Collected data:
::::::::::
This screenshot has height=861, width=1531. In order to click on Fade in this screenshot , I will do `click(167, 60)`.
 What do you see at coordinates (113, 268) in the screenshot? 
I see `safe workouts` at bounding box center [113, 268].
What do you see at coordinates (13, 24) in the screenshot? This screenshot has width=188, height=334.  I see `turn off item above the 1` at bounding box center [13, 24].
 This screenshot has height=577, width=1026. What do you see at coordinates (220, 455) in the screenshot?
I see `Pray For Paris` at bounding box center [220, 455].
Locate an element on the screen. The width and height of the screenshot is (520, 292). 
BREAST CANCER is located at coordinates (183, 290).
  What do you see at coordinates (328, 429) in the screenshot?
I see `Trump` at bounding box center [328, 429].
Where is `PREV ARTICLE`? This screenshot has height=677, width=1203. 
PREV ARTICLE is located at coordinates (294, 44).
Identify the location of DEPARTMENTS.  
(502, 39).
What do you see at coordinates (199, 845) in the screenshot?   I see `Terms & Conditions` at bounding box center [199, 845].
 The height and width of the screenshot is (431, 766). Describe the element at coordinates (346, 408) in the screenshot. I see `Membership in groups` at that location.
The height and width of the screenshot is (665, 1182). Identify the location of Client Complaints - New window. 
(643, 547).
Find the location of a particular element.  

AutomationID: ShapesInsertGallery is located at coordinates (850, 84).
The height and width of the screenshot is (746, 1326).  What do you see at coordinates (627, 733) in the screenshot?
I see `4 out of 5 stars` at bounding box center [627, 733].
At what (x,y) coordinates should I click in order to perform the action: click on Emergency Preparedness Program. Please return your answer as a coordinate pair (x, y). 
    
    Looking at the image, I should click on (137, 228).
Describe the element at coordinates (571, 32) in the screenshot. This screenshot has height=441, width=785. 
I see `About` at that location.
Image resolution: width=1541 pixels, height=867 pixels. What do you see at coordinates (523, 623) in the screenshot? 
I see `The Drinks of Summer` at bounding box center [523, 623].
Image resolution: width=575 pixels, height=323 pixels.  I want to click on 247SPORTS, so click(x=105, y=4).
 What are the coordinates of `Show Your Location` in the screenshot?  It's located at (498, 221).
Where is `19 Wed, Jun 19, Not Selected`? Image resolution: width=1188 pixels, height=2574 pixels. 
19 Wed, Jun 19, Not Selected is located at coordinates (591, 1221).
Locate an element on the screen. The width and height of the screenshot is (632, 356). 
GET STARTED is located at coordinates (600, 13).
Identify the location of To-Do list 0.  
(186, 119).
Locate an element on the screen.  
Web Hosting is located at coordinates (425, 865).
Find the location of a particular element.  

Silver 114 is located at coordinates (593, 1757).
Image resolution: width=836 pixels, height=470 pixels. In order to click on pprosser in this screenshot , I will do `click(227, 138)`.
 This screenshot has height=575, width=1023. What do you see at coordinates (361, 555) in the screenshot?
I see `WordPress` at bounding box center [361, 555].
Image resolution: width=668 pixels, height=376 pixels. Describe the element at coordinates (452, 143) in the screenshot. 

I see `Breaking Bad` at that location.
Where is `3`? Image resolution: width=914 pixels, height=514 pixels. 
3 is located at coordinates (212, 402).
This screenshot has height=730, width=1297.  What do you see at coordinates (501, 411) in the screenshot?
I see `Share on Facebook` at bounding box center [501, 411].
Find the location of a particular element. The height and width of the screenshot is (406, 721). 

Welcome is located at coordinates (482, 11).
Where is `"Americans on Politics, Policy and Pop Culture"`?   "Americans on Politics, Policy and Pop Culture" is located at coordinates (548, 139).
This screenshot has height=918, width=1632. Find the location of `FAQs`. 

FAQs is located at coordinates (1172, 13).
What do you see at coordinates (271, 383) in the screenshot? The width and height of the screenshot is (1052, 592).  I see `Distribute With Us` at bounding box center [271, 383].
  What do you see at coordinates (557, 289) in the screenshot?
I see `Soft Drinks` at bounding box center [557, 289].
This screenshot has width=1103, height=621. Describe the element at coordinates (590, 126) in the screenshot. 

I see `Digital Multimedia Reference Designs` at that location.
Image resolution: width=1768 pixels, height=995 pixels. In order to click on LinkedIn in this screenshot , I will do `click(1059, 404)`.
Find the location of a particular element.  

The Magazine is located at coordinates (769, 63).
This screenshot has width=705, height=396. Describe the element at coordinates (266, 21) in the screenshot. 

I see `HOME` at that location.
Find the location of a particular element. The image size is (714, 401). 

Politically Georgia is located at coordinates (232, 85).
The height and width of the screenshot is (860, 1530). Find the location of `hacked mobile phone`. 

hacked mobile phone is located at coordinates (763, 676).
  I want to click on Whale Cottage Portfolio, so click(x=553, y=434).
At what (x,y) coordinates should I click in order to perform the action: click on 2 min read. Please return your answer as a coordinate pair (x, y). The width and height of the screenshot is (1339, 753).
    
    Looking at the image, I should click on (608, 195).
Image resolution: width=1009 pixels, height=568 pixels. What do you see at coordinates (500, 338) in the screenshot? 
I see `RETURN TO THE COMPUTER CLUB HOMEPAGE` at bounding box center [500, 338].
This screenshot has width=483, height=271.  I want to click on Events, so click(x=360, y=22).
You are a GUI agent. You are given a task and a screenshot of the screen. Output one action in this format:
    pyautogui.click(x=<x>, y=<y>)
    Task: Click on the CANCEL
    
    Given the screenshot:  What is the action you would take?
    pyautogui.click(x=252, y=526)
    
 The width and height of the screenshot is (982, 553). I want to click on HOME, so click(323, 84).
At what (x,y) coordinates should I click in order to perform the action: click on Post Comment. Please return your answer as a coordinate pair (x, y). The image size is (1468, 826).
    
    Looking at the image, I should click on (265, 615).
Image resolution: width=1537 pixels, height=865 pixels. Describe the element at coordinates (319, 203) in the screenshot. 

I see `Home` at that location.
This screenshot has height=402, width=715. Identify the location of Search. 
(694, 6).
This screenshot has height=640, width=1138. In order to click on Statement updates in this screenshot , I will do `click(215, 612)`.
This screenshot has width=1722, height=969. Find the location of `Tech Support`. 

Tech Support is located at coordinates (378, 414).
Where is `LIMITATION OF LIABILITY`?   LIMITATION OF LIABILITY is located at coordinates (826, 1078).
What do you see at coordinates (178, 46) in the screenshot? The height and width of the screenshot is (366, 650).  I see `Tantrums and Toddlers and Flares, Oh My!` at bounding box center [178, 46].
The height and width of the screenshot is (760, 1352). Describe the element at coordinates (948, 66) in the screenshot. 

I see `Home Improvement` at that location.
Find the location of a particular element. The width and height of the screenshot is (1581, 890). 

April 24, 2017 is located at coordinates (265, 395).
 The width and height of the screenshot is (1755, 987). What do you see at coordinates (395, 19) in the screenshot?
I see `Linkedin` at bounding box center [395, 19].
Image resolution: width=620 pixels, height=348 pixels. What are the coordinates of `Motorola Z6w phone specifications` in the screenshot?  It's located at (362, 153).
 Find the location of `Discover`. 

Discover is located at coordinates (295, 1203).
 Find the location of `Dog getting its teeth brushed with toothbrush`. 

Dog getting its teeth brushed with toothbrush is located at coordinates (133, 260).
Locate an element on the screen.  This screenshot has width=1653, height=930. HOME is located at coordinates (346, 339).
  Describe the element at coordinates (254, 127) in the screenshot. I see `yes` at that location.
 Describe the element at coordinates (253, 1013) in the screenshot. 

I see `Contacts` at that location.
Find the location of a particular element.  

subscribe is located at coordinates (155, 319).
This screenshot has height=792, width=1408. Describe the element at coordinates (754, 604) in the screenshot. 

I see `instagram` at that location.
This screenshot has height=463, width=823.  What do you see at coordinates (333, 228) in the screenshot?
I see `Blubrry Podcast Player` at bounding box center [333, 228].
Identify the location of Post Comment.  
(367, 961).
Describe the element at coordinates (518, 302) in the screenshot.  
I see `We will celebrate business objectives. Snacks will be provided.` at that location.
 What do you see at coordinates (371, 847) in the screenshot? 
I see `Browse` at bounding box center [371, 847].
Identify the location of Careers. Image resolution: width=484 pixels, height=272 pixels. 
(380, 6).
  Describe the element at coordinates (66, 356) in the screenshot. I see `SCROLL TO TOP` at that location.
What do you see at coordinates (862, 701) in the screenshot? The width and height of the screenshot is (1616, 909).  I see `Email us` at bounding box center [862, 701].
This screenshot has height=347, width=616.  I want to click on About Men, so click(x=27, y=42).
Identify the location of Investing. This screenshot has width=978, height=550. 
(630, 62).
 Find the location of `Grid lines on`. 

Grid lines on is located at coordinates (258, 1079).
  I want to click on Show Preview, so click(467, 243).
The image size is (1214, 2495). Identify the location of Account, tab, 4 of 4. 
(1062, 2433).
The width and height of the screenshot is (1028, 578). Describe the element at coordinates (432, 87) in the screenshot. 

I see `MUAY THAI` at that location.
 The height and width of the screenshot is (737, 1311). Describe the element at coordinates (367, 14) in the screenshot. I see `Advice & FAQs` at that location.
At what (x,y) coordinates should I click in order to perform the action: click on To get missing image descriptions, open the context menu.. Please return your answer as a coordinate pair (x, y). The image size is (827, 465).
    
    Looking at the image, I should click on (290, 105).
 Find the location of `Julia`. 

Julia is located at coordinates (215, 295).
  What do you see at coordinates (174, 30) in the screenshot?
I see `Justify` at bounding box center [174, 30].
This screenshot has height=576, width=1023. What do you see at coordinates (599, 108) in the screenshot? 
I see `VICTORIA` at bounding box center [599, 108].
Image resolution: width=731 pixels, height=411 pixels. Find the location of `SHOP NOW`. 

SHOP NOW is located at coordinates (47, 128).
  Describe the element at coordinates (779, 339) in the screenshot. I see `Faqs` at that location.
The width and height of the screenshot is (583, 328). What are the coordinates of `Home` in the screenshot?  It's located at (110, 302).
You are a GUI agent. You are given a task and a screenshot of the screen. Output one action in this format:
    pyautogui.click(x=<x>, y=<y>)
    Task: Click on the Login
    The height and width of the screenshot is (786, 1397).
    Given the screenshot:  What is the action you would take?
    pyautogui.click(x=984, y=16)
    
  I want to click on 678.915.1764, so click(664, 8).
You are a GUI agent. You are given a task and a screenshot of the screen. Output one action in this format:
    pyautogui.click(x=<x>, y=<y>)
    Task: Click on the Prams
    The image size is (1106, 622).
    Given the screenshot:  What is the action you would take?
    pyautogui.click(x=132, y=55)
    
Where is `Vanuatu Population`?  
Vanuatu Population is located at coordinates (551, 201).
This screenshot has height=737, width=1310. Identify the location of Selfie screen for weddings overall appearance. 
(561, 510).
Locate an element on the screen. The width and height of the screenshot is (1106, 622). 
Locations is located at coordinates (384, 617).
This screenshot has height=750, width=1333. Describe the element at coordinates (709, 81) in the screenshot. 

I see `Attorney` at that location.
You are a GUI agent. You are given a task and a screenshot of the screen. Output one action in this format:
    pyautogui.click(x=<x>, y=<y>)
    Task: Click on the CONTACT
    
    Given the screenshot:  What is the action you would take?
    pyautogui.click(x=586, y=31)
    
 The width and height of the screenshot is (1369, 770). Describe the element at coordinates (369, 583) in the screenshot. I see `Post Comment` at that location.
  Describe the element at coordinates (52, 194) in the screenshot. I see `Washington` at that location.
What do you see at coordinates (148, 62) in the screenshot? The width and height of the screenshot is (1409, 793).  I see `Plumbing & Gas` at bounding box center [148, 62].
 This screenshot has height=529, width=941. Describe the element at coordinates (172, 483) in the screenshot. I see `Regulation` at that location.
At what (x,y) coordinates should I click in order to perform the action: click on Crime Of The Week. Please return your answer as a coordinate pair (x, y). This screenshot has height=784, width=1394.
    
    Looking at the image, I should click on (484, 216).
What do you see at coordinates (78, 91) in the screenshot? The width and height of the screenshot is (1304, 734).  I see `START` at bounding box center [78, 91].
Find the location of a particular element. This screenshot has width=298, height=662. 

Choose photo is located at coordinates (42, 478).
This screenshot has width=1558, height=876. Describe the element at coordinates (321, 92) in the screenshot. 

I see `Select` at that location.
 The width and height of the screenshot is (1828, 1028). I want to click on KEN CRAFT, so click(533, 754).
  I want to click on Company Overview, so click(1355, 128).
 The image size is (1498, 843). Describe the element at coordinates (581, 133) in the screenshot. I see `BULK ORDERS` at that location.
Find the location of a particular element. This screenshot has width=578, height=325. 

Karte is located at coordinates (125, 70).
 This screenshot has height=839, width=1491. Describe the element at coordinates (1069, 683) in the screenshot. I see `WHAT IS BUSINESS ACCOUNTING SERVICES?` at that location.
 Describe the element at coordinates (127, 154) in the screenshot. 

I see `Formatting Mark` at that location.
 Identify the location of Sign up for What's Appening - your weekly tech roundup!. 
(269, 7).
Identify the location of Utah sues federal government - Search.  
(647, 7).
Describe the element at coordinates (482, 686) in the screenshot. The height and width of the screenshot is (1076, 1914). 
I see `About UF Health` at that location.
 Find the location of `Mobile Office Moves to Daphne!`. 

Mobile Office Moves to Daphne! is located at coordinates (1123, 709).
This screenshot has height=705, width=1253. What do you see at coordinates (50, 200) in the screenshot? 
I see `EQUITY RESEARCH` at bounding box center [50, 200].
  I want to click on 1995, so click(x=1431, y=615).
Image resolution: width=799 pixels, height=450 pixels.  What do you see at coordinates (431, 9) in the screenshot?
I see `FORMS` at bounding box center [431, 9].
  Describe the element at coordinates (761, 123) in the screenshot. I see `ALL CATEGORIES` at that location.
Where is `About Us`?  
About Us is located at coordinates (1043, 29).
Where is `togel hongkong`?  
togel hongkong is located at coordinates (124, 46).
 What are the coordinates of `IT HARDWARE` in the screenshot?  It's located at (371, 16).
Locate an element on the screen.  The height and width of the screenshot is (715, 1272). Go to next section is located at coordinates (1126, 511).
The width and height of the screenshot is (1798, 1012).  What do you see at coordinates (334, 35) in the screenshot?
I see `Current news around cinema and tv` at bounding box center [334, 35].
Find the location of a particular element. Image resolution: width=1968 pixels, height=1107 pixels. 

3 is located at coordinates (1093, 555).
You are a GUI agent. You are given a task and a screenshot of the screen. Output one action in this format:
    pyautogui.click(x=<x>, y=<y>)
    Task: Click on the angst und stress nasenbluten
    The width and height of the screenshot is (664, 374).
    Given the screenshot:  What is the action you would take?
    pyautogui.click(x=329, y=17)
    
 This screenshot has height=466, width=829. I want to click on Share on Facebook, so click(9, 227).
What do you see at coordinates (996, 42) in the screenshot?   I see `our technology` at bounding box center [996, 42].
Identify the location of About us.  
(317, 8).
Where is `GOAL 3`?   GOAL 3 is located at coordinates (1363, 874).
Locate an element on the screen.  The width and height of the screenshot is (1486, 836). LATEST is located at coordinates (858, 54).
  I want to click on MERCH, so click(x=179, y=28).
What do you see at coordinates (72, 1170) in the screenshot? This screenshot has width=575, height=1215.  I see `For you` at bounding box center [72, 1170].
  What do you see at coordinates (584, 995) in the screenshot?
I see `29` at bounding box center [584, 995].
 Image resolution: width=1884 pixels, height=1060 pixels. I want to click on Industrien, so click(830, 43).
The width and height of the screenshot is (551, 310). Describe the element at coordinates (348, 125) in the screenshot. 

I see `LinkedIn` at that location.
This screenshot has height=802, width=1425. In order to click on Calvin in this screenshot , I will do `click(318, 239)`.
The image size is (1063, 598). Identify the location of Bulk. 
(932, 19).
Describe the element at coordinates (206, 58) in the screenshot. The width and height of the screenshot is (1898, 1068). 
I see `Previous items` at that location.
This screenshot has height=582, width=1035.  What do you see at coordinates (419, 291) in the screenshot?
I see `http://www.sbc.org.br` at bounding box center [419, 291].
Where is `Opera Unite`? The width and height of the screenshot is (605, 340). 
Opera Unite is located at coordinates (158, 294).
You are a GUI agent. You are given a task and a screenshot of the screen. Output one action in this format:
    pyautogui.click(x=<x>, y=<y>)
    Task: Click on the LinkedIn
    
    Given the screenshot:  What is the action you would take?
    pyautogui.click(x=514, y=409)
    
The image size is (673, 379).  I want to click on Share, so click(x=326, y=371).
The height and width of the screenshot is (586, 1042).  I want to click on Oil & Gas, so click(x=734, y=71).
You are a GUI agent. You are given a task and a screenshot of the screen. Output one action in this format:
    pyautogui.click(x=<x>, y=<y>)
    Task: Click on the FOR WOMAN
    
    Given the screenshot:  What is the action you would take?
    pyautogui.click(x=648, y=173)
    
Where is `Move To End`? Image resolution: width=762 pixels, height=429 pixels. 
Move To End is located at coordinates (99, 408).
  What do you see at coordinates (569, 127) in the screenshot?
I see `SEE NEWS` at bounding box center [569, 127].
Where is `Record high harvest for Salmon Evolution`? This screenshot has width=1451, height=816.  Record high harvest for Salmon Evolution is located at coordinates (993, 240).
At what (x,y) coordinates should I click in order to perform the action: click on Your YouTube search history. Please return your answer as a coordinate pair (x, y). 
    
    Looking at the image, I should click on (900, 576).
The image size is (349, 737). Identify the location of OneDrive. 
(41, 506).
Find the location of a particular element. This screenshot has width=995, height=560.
::::::::::
**Required action**
All lines above from the line with "Image resolution: width=1009" through the line with "What do you see at coordinates (178, 46)", both included, are to be set down exactly, with nothing else.

**Solution to the problem**
Image resolution: width=1009 pixels, height=568 pixels. What do you see at coordinates (500, 338) in the screenshot? 
I see `RETURN TO THE COMPUTER CLUB HOMEPAGE` at bounding box center [500, 338].
This screenshot has width=483, height=271.  I want to click on Events, so click(x=360, y=22).
You are a GUI agent. You are given a task and a screenshot of the screen. Output one action in this format:
    pyautogui.click(x=<x>, y=<y>)
    Task: Click on the CANCEL
    
    Given the screenshot:  What is the action you would take?
    pyautogui.click(x=252, y=526)
    
 The width and height of the screenshot is (982, 553). I want to click on HOME, so click(323, 84).
At what (x,y) coordinates should I click in order to perform the action: click on Post Comment. Please return your answer as a coordinate pair (x, y). The image size is (1468, 826).
    
    Looking at the image, I should click on (265, 615).
Image resolution: width=1537 pixels, height=865 pixels. Describe the element at coordinates (319, 203) in the screenshot. 

I see `Home` at that location.
This screenshot has height=402, width=715. Identify the location of Search. 
(694, 6).
This screenshot has height=640, width=1138. In order to click on Statement updates in this screenshot , I will do `click(215, 612)`.
This screenshot has width=1722, height=969. Find the location of `Tech Support`. 

Tech Support is located at coordinates (378, 414).
Where is `LIMITATION OF LIABILITY`?   LIMITATION OF LIABILITY is located at coordinates (826, 1078).
What do you see at coordinates (178, 46) in the screenshot? The height and width of the screenshot is (366, 650).  I see `Tantrums and Toddlers and Flares, Oh My!` at bounding box center [178, 46].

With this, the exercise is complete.